Salvador Dali: The Fish.
Darwin: It was the logical next step after coming down from the trees.
Emily Dickinson: Because it could not stop for death.
Epicurus: For fun.
Ralph Waldo Emerson: It didn't cross the road; it transcended it.
Johann von Goethe: The eternal hen-principle made it do it.
Ernest Hemingway: To die. In the rain.
Werner Heisenberg: We are not sure which side of the road the chicken was on, but it was moving very fast.
David Hume: Out of custom and habit.
Jack Nicholson: 'Cause it [censored] wanted to. That's the [censored] reason.
Pyrrho the Skeptic: What road?
Ronald Reagan: I forget.
John Sununu: The Air Force was only too happy to provide the transportation, so quite understandably the chicken availed himself of the opportunity.
The Sphinx: You tell me.
Mr. T.: If you saw me coming you'd cross the road too!
Henry David Thoreau: To live deliberately ... and suck all the marrow out of life.
Mark Twain: The news of its crossing has been greatly exaggerated.
Molly Yard: It was a hen!
Zeno of Elea: To prove it could never reach the other side.
Chaucer: So priketh hem nature in hir corages.
Wordsworth: To wander lonely as a cloud.
The Godfather: I didn't want its mother to see it like that.
Keats: Philosophy will clip a chicken's wings.
Blake: To see heaven in a wild fowl.
Othello: Jealousy.
Dr. Johnson: Sir, had you known the Chicken for as long as I have, you would not so readily enquire, but feel rather the Need to resist such a public Display of your own lamentable and incorrigible Ignorance.
Mrs. Thatcher: This chicken's not for turning.
Supreme Soviet: There has never been a chicken in this photograph.
Oscar Wilde: Why, indeed? One's social engagements whilst in town ought never expose one to such barbarous inconvenience - although, perhaps, if one must cross a road, one may do far worse than to cross it as the chicken in question.
Kafka: Hardly the most urgent enquiry to make of a low-grade insurance clerk who woke up that morning as a hen.
Swift: It is, of course, inevitable that such a loathsome, filth-ridden and degraded creature as Man should assume to question the actions of one in all respects his superior.
Macbeth: To have turned back were as tedious as to go o'er.

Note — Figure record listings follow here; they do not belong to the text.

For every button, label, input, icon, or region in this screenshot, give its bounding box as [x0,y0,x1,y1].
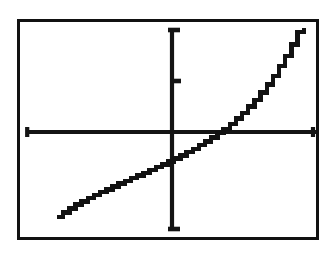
graph-plot-area [20,22,316,237]
calculator-screen-frame [17,19,319,240]
function-curve [57,28,304,217]
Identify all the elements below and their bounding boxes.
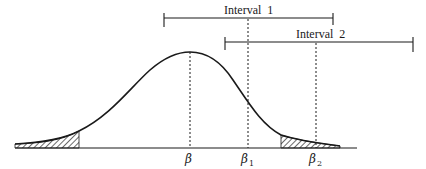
interval-2: Interval 2 — [225, 27, 413, 52]
sampling-distribution-diagram: Interval 1 Interval 2 β β 1 β 2 — [0, 0, 426, 169]
interval-1-label: Interval 1 — [224, 3, 273, 17]
bell-curve — [15, 52, 340, 146]
interval-2-label: Interval 2 — [296, 27, 345, 41]
beta2-label: β — [308, 152, 316, 166]
beta1-label: β — [240, 152, 248, 166]
left-tail-shaded-region — [15, 131, 79, 148]
beta-label: β — [184, 152, 192, 166]
beta1-subscript: 1 — [249, 159, 254, 168]
beta2-subscript: 2 — [317, 159, 322, 168]
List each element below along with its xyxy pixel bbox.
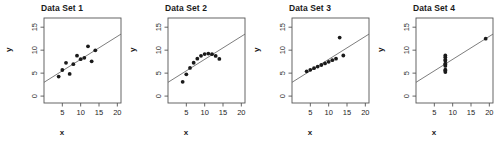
data-point [327, 60, 331, 64]
x-axis-title: x [124, 128, 248, 137]
x-axis-title: x [0, 128, 124, 137]
data-point [60, 68, 64, 72]
plot-frame [416, 18, 493, 103]
x-tick-label: 15 [467, 108, 475, 117]
data-point [192, 61, 196, 65]
data-point [188, 66, 192, 70]
chart-panel: Data Set 45101520051015xy [372, 0, 496, 141]
y-tick-label: 0 [155, 94, 164, 98]
regression-line [292, 34, 369, 82]
x-tick-label: 20 [113, 108, 121, 117]
y-axis-title: y [376, 48, 385, 52]
data-point [86, 44, 90, 48]
y-tick-label: 15 [155, 23, 164, 31]
data-point [330, 58, 334, 62]
data-point [210, 52, 214, 56]
y-tick-label: 0 [279, 94, 288, 98]
y-tick-label: 15 [31, 23, 40, 31]
y-axis-title: y [252, 48, 261, 52]
x-axis-title: x [248, 128, 372, 137]
data-point [312, 66, 316, 70]
data-point [68, 72, 72, 76]
x-axis-title: x [372, 128, 496, 137]
x-tick-label: 20 [485, 108, 493, 117]
x-tick-label: 20 [361, 108, 369, 117]
data-point [214, 54, 218, 58]
chart-panel: Data Set 25101520051015xy [124, 0, 248, 141]
chart-panel: Data Set 35101520051015xy [248, 0, 372, 141]
y-tick-label: 5 [31, 71, 40, 75]
data-point [217, 57, 221, 61]
x-tick-label: 5 [432, 108, 436, 117]
data-point [199, 54, 203, 58]
y-tick-label: 10 [279, 46, 288, 54]
chart-panel: Data Set 15101520051015xy [0, 0, 124, 141]
data-point [319, 63, 323, 67]
data-point [203, 52, 207, 56]
plot-frame [44, 18, 121, 103]
data-point [305, 69, 309, 73]
data-point [90, 59, 94, 63]
data-point [338, 36, 342, 40]
data-point [195, 57, 199, 61]
y-tick-label: 5 [403, 71, 412, 75]
plot-area: 5101520051015 [372, 0, 496, 141]
data-point [341, 54, 345, 58]
data-point [443, 69, 447, 73]
data-point [57, 75, 61, 79]
x-tick-label: 10 [76, 108, 84, 117]
plot-area: 5101520051015 [0, 0, 124, 141]
y-tick-label: 15 [279, 23, 288, 31]
y-tick-label: 15 [403, 23, 412, 31]
data-point [181, 80, 185, 84]
x-tick-label: 20 [237, 108, 245, 117]
x-tick-label: 10 [324, 108, 332, 117]
data-point [64, 61, 68, 65]
data-point [308, 68, 312, 72]
x-tick-label: 5 [184, 108, 188, 117]
x-tick-label: 15 [343, 108, 351, 117]
plot-area: 5101520051015 [248, 0, 372, 141]
data-point [206, 52, 210, 56]
anscombe-quartet-figure: Data Set 15101520051015xyData Set 251015… [0, 0, 498, 141]
data-point [443, 63, 447, 67]
y-tick-label: 10 [31, 46, 40, 54]
x-tick-label: 10 [448, 108, 456, 117]
plot-frame [168, 18, 245, 103]
y-tick-label: 0 [31, 94, 40, 98]
data-point [93, 48, 97, 52]
regression-line [416, 34, 493, 82]
data-point [71, 62, 75, 66]
x-tick-label: 15 [219, 108, 227, 117]
y-axis-title: y [128, 48, 137, 52]
data-point [79, 57, 83, 61]
data-point [484, 37, 488, 41]
data-point [316, 65, 320, 69]
regression-line [168, 34, 245, 82]
data-point [334, 57, 338, 61]
y-tick-label: 5 [279, 71, 288, 75]
y-tick-label: 0 [403, 94, 412, 98]
data-point [82, 56, 86, 60]
data-point [443, 58, 447, 62]
data-point [75, 54, 79, 58]
y-tick-label: 5 [155, 71, 164, 75]
plot-area: 5101520051015 [124, 0, 248, 141]
x-tick-label: 10 [200, 108, 208, 117]
x-tick-label: 15 [95, 108, 103, 117]
data-point [184, 72, 188, 76]
x-tick-label: 5 [308, 108, 312, 117]
y-tick-label: 10 [403, 46, 412, 54]
y-axis-title: y [4, 48, 13, 52]
y-tick-label: 10 [155, 46, 164, 54]
x-tick-label: 5 [60, 108, 64, 117]
data-point [323, 62, 327, 66]
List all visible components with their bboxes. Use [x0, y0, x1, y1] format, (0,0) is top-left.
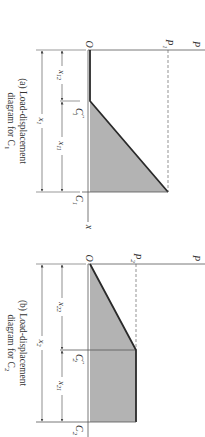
p-axis-label-b: P: [191, 254, 202, 261]
caption-a-line1: (a) Load-displacement: [17, 78, 28, 164]
caption-a-line2: diagram for C1: [3, 93, 16, 150]
shaded-area-b: [90, 264, 136, 422]
c1-double-prime-label: C″1: [71, 108, 86, 118]
diagram-a: O P P1 x C″1 C1 x12 x11 x1 (a) Load-disp…: [3, 38, 205, 230]
origin-b: O: [84, 254, 95, 261]
c2-label: C2: [71, 425, 85, 436]
c2-double-prime-label: C″2: [71, 354, 86, 364]
load-displacement-figure: O P P1 x C″1 C1 x12 x11 x1 (a) Load-disp…: [0, 0, 205, 437]
diagram-b: O P P2 C″2 C2 x22 x21 x2 (b) Load-displa…: [3, 252, 205, 437]
c1-label: C1: [71, 195, 85, 205]
caption-b-line2: diagram for C2: [3, 315, 16, 372]
p2-label: P2: [129, 252, 143, 263]
p1-label: P1: [161, 38, 175, 49]
x-axis-label-a: x: [84, 224, 95, 230]
caption-b-line1: (b) Load-displacement: [17, 300, 28, 387]
origin-a: O: [84, 40, 95, 47]
p-axis-label-a: P: [191, 40, 202, 47]
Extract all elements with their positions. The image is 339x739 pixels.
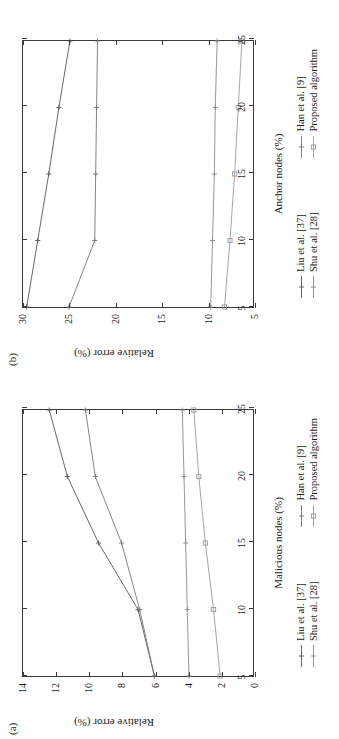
panel-a-legend: Liu et al. [37]Han et al. [9]Shu et al. … [296,377,319,667]
legend-entry: Proposed algorithm [309,8,320,158]
x-tick-top [22,38,27,39]
x-tick-top [22,474,27,475]
legend-plus-marker-icon [309,276,318,298]
y-tick-label: 14 [17,683,28,705]
x-tick-label: 10 [236,605,247,615]
y-tick-right [255,409,256,414]
y-tick-right [23,409,24,414]
x-tick [249,608,254,609]
legend-plus-marker-icon [297,276,306,298]
y-tick [69,303,70,308]
x-tick-top [22,608,27,609]
y-tick-label: 4 [182,683,193,705]
legend-label: Shu et al. [28] [309,213,320,273]
legend-plus-marker-icon [297,136,306,158]
y-tick-right [255,40,256,45]
x-tick [249,38,254,39]
legend-square-marker-icon [309,505,318,527]
y-tick-right [162,40,163,45]
panel-a: (a) Malicious nodes (%) Relative error (… [0,370,339,739]
x-tick-top [22,407,27,408]
y-tick [116,303,117,308]
y-tick [89,672,90,677]
panel-a-tag: (a) [6,723,18,735]
panel-b-tag: (b) [6,353,18,366]
legend-plus-marker-icon [297,505,306,527]
legend-label: Liu et al. [37] [296,583,307,641]
legend-label: Proposed algorithm [309,49,320,132]
legend-plus-marker-icon [309,645,318,667]
y-tick-right [116,40,117,45]
legend-label: Han et al. [9] [296,445,307,500]
figure-rotation-wrapper: (a) Malicious nodes (%) Relative error (… [0,0,339,739]
panel-b-xlabel: Anchor nodes (%) [272,40,284,308]
y-tick-right [23,40,24,45]
x-tick-label: 15 [236,169,247,179]
y-tick-right [56,409,57,414]
y-tick-right [222,409,223,414]
x-tick [249,105,254,106]
y-tick-right [189,409,190,414]
y-tick-label: 25 [63,314,74,336]
y-tick-right [69,40,70,45]
x-tick-top [22,172,27,173]
y-tick-label: 6 [149,683,160,705]
legend-entry: Han et al. [9] [296,8,307,158]
y-tick [56,672,57,677]
panel-a-xlabel: Malicious nodes (%) [272,409,284,677]
y-tick-label: 20 [109,314,120,336]
y-tick-label: 15 [156,314,167,336]
x-tick-top [22,239,27,240]
legend-entry: Shu et al. [28] [309,172,320,298]
y-tick-right [209,40,210,45]
x-tick-top [22,105,27,106]
legend-entry: Liu et al. [37] [296,172,307,298]
panel-b-ylabel: Relative error (%) [34,348,194,360]
panel-a-ylabel: Relative error (%) [34,717,194,729]
x-tick [249,474,254,475]
legend-entry: Proposed algorithm [309,377,320,527]
y-tick [255,672,256,677]
x-tick-label: 5 [236,306,247,311]
panel-a-plot-area [22,409,254,677]
y-tick [162,303,163,308]
panel-a-series-canvas [23,410,253,676]
x-tick [249,239,254,240]
y-tick [23,303,24,308]
legend-square-marker-icon [309,136,318,158]
y-tick [122,672,123,677]
x-tick-label: 25 [236,404,247,414]
y-tick-right [156,409,157,414]
legend-entry: Liu et al. [37] [296,541,307,667]
y-tick-right [89,409,90,414]
legend-label: Proposed algorithm [309,418,320,501]
legend-entry: Han et al. [9] [296,377,307,527]
x-tick [249,306,254,307]
x-tick-top [22,541,27,542]
two-panel-figure: (a) Malicious nodes (%) Relative error (… [0,0,339,739]
y-tick-right [122,409,123,414]
y-tick [209,303,210,308]
legend-label: Liu et al. [37] [296,214,307,272]
legend-label: Han et al. [9] [296,76,307,131]
legend-label: Shu et al. [28] [309,582,320,642]
x-tick-label: 10 [236,236,247,246]
x-tick-label: 15 [236,538,247,548]
x-tick-label: 5 [236,675,247,680]
x-tick [249,407,254,408]
x-tick [249,172,254,173]
y-tick-label: 5 [249,314,260,336]
y-tick [23,672,24,677]
y-tick-label: 2 [215,683,226,705]
y-tick [189,672,190,677]
x-tick [249,675,254,676]
panel-b-plot-area [22,40,254,308]
y-tick [156,672,157,677]
y-tick-label: 10 [83,683,94,705]
y-tick-label: 10 [202,314,213,336]
x-tick-label: 25 [236,35,247,45]
y-tick-label: 8 [116,683,127,705]
x-tick-label: 20 [236,102,247,112]
panel-b: (b) Anchor nodes (%) Relative error (%) … [0,1,339,370]
y-tick [255,303,256,308]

Whitehead: Clearly, having fallen victim to the fallacy of misplaced concreteness.
Freud: An die andere Seite zu kommen. (Much laughter.)
Hamlet: That is not the question.
Donne: It crosseth for thee.
Pope: It was mimicking my Lord Hervey.
Constable: To get a better view.
Yeats: She was following the Faeries that sang to her to come away with them from the dull, bucolic comfort of the farmyard to the waters and the wild.
Shelley: 'Tis a metaphor for the pursuits of man: though 'twas deemed an extraordinary occurrence at the time, still it brought little to bear on the great scheme of time and history, and was ultimately fruitless and forgotten.
Tolkien: Chickens are respectable folk, and well thought of. They never go on any adventures or do anything unexpected. One fine spring day, as the chicken wandered contentedly around the farmyard, clucking and pecking and enjoying herself immensely, there appeared a Wizard and thirteen Dwarves who were in need of a chicken to share in their adventure. Reluctantly she joined their party, and with them crossed the road into the great Unknown, muttering about how rude the Dwarves were to take her away on such short notice, without even giving her time to brush her feathers or fetch her hat.
Jan 20th
1,485 notes
Jan 20th
3,153 notes
“A spoonful of salt in a lake is almost unnoticeable, but a spoonful of salt in a...”
Jan 19th
“Any inability to show love to others is merely a refusal to accept God’s.”